Have a question about this project? Sign up for a free GitHub account to open an issue and contact its maintainers and the community.

By clicking “Sign up for GitHub”, you agree to our terms of service and privacy statement. We’ll occasionally send you account related emails.

Already on GitHub? Sign in to your account

Add: only buffer at most 5 max-sized packets per client #20

Merged
merged 1 commit into from May 4, 2020

Conversation

TrueBrain
Copy link
Member

@TrueBrain TrueBrain commented May 4, 2020

This means that when a user downloads a 500+ MiB content entry,
and is on a slow connection, the asyncio write() task will no
longer cache this in full in the memory. Now it will "async" out
till there is room in the write buffer again before continueing
to write. This should heavily reduce the memory footprint in
production.

Additionally, raise an exception if the socket is being closed,
instead of returning False. This means it bubbles up for all
send_packet() calls, which should reduce the amount of warnings
we are now seeing about writing to a closed socket.

Also fixes #15

This means that when a user downloads a 500+ MiB content entry,
and is on a slow connection, the asyncio write() task will no
longer cache this in full in the memory. Now it will "async" out
till there is room in the write buffer again before continueing
to write. This should heavily reduce the memory footprint in
production.

Additionally, raise an exception if the socket is being closed,
instead of returning False. This means it bubbles up for all
send_packet() calls, which should reduce the amount of warnings
we are now seeing about writing to a closed socket.
@TrueBrain
Copy link
Member Author

I confirmed this really makes a difference by doing the following:

Setup a server with a piece of content > 500 MiB. Take zBase for example.
Have a client download this file.

Before this PR, you see the client getting some bytes, till the RCVBUF of the client fills up, and after the SNDBUF of the server fills up .. after that, the connection stalls for a few seconds, while you see the Python process boom in memory footprint. After this you slowly see the data coming in to the client again and slowly you see the memory being deallocated.

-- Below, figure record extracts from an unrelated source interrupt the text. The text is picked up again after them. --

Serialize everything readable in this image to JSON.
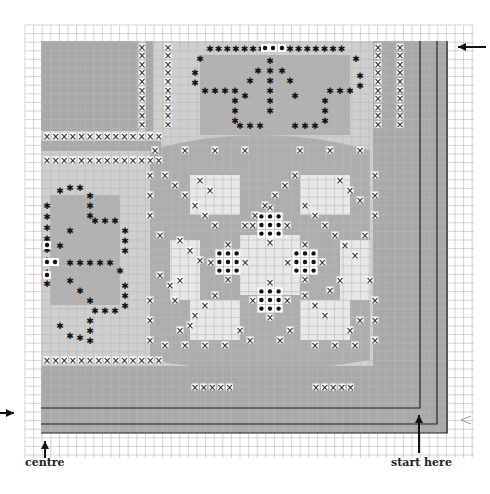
{
  "chart_data": {
    "type": "cross-stitch-chart",
    "title": "",
    "grid": {
      "x0": 25,
      "y0": 25,
      "cell": 8.6,
      "cols": 52,
      "rows": 50,
      "line_color": "#b8b8b8"
    },
    "shade_color": "#a9a9a9",
    "light_shade_color": "#cfcfcf",
    "symbols": {
      "cross": "×",
      "star": "✱",
      "dot": "●"
    },
    "labels": {
      "centre": "centre",
      "start_here": "start here"
    },
    "arrows": [
      {
        "name": "top-right-arrow",
        "direction": "left",
        "x": 468,
        "y": 47
      },
      {
        "name": "left-arrow",
        "direction": "right",
        "x": 2,
        "y": 413
      },
      {
        "name": "centre-arrow",
        "direction": "up",
        "x": 45,
        "y": 440
      },
      {
        "name": "start-here-arrow",
        "direction": "up",
        "x": 419,
        "y": 420
      },
      {
        "name": "right-chevron",
        "direction": "left-chevron",
        "x": 462,
        "y": 419
      }
    ],
    "border_lines": [
      {
        "type": "L",
        "corner_x": 420,
        "corner_y": 408
      },
      {
        "type": "L",
        "corner_x": 437,
        "corner_y": 424
      },
      {
        "type": "L",
        "corner_x": 447,
        "corner_y": 433
      }
    ]
  },
  "captions": {
    "centre": "centre",
    "start_here": "start here"
  }
}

What in reality was happening: the server's SNDBUF was full, after which asyncio started to cache all write() to the local task. This can be done on line-speed, without context-switch, causing the SNDBUF to empty in the meantime. When all data is moved from the server to the asyncio write-task, everything starts to move again. When the data is being moved out, memory is being free'd up again.

With this PR, this all changes. If the SNDBUF is full, there is room for 5 more OpenTTD-sized packets. After that, the whole read/write of that client is being put on hold (via an asyncio await). This means this time not all data is being moved to the asyncio-write task, and thus not booming in memory.
When the asyncio-write buffer goes down to 2 OpenTTD-sized packets again, new ones are let in up till 5. Etc etc etc.
In result, the server process never booms in memory. This should prevent the OOMs we now see in production.

Why 2 and 5 you ask? No reason .. experiments showed a low of 0 is wrong, as that can deplete the SNDBUF. A high of more than 5 didn't do anything. So .. empirical evidence: 2 and 5 seem good values for the low and high mark. We might need to tune this, ofc ;)

Copy link
Member

@frosch123 frosch123 left a comment

Choose a reason for hiding this comment

The reason will be displayed to describe this comment to others. Learn more.

\o/ co-routines

@TrueBrain TrueBrain merged commit ba04b7f into OpenTTD:master May 4, 2020
@TrueBrain TrueBrain deleted the performance branch May 4, 2020 17:42
Sign up for free to join this conversation on GitHub. Already have an account? Sign in to comment
Labels
None yet
Projects
None yet
Development

Successfully merging this pull request may close these issues.